NEW YORK, June 24 (Reuters) - COMEX gold fell to its lowest in almost 7 weeks Tuesday as the Federal Reserve opened 2-day interest rate talks and speculators exited stale long positions due to uncertainty over the size of an expected easing.

Much of the selling was technical, while upbeat consumer sentiment data and a firm stock market helped erode gold's safe-haven underpinning. The euro was sidelined early on, but declines in gold and the currency later fed off each other.

August gold closed down $6.70, or 1.9 percent, at $346.70 an ounce. It fell from an early high of $355.40 to $346.30, its lowest print since May 8.

"A lot of the move early was with a fairly stable euro," said James Pogoda, a vice president of precious metals at Mitsubishi International Corp. "The euro seemed to play catch up, almost."

Stop-loss selling kicked in around $352 and again on the break below $350, which accelerated the move. Chart watchers said the drop snapped an up-trend in place since gold bottomed at $320.50 on April 7. It topped at $375.80 on May 27.

Estimated gold turnover was a frantic 80,000 contracts.

"It broke through the 100-day moving average on August, so it's just technical selling," said a trader, adding, "It broke through a pretty big trend line that started at the beginning of April."

Spot gold last traded at $345.70/6.45, down from $352.80/3.30 at Monday's close and London's afternoon fix at $348.25.

The market considers a reduction in the 1.25 percent federal funds target rate a near certainty, amid worries about deflation and slow growth. But it is unsure whether the Fed will cut an aggressive 50 basis points or just a quarter percentage point. An announcement is expected around 1415 EDT on Wednesday.
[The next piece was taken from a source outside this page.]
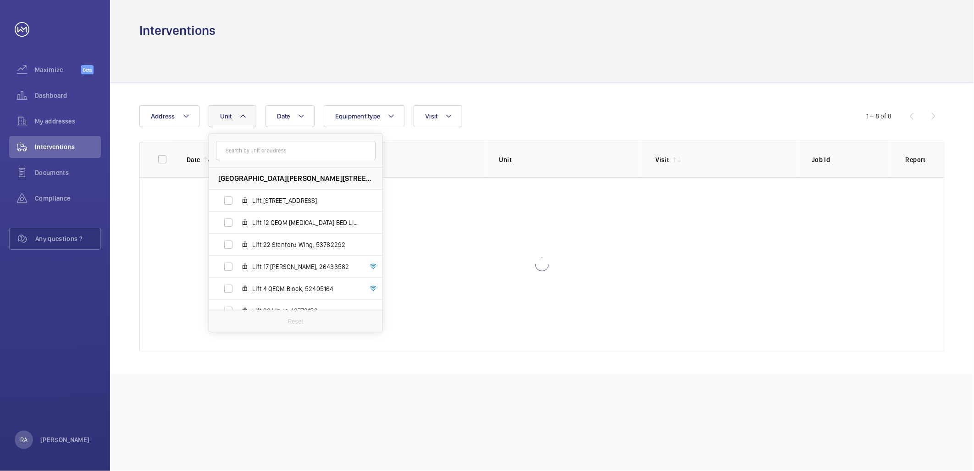 The width and height of the screenshot is (974, 471). I want to click on p: Date, so click(193, 160).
The euro fell below $1.15 to its lowest since May 16. A falling euro erodes the bullion buying power of European investors.
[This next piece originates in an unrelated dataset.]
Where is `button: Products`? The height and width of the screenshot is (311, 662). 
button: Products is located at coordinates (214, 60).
The Dow Jones industrials were up 63 points at mid-afternoon, buoyed after the Conference Board's June consumer confidence index came in at 83.5, little changed from May's 83.6 but above the anticipated 82.4.

Better-than-expected data since last week has many in the market now leaning toward a smaller cut from the Fed, which would be less gold bullish and less bearish for the dollar.

The Fed has eased 12 times since early 2001, bringing the fed funds rate to its lowest in 42 years. Low yields on dollar deposits drove investors into the euro and currency alternatives like gold.

Gold hit 6-1/2 year highs in February near $390 an ounce, partly due to the weak dollar, before long liquidation drove prices down to the April lows. Its late May rally most of the way back to the highs created an extremely overbought situation on the COMEX which is now being alleviated.

July silver fell 4.3 cents to $4.515 an ounce, trading $4.565 to $4.49. Spot silver closed at $4.51/53, down from $4.55/57 late Monday. The fix was at $4.54.

NYMEX July platinum rose $4.10 to $673.00 an ounce. Spot platinum was at $668.00/673.00.

September palladium went down $1.85 to $178.20 an ounce. Spot palladium was last quoted at $174.50/180.50.